Holding: The Court affirmed Lopez’s convictions, finding the entrapment claim insubstantial and holding the agent’s testimony and the pocket-recorder tape admissible because the agent was present with consent and no Fourth Amendment violation occurred.

Real World Impact:
  • Allows agent-carried recordings of conversations to be admitted when the agent participates.
  • Makes it harder to overturn convictions on belated entrapment claims with similar facts.
  • Supports prosecution use of recorded evidence when no unlawful physical invasion occurred.
Topics: electronic surveillance, bribery of public officials, tax investigations, entrapment defense

Summary

Background

The case involved German S. Lopez, who ran Clauson's Inn, and Internal Revenue agent Roger S. Davis.
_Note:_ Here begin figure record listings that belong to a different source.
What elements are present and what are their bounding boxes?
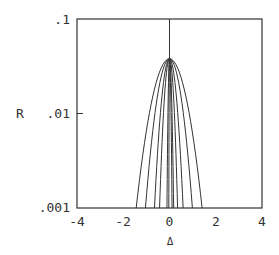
- x-tick-label--4: -4: [69, 214, 85, 229]
- chart: .1 .01 .001 R -4 -2 0 2 4 Δ: [0, 0, 279, 255]
- x-tick-label--2: -2: [115, 214, 131, 229]
- x-tick-label-4: 4: [258, 214, 266, 229]
- x-tick-label-0: 0: [166, 214, 174, 229]
- x-axis-label: Δ: [167, 235, 174, 248]
- x-tick-label-2: 2: [212, 214, 220, 229]
- y-tick-label-0.001: .001: [39, 200, 70, 215]
- y-tick-label-0.1: .1: [54, 12, 70, 27]
- y-axis-label: R: [16, 106, 24, 121]
- curve-group: [136, 59, 202, 208]
- y-tick-label-0.01: .01: [47, 106, 70, 121]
At an October 21 meeting Lopez placed $420 on Davis’s desk. On October 24 Lopez gave $200, promised another $200, and offered a free weekend. Davis had reported the earlier payment, kept the appointment, and wore a pocket wire recorder that captured the October 24 conversation. Lopez was indicted on four attempted-bribery counts; the jury acquitted on the count about preventing book examination but convicted on the three counts tied to October 24. He was sentenced to one year.

Reasoning

The Court reviewed whether entrapment required reversal and whether the October 24 tape and Davis’s testimony were admissible. It concluded Lopez’s entrapment claim was insubstantial because the record showed unsolicited offers beginning on October 21 and similar offers on October 24, not government manufacture of the crime. The Court held Davis was in the office with Lopez’s consent and did not unlawfully invade protected premises; the recorder reproduced what Davis could properly testify to. Finding no Fourth Amendment violation, the Court declined to exclude the tape under its supervisory powers.

Real world impact

The ruling affirms that when a government agent participates in a private conversation, both the agent’s testimony and a recording he makes may be admitted in federal criminal trials. Investigators, defendants who speak with agents, and defense counsel must account for recordings made by agents present in interviews. The decision leaves open broader questions about other forms of electronic surveillance.

Dissents or concurrances

The Chief Justice agreed with the outcome but warned about privacy risks and distinguished this case from others where recordings were used differently. A dissent argued the Court should exclude such electronic recordings and criticized reliance on earlier cases, stressing serious privacy concerns.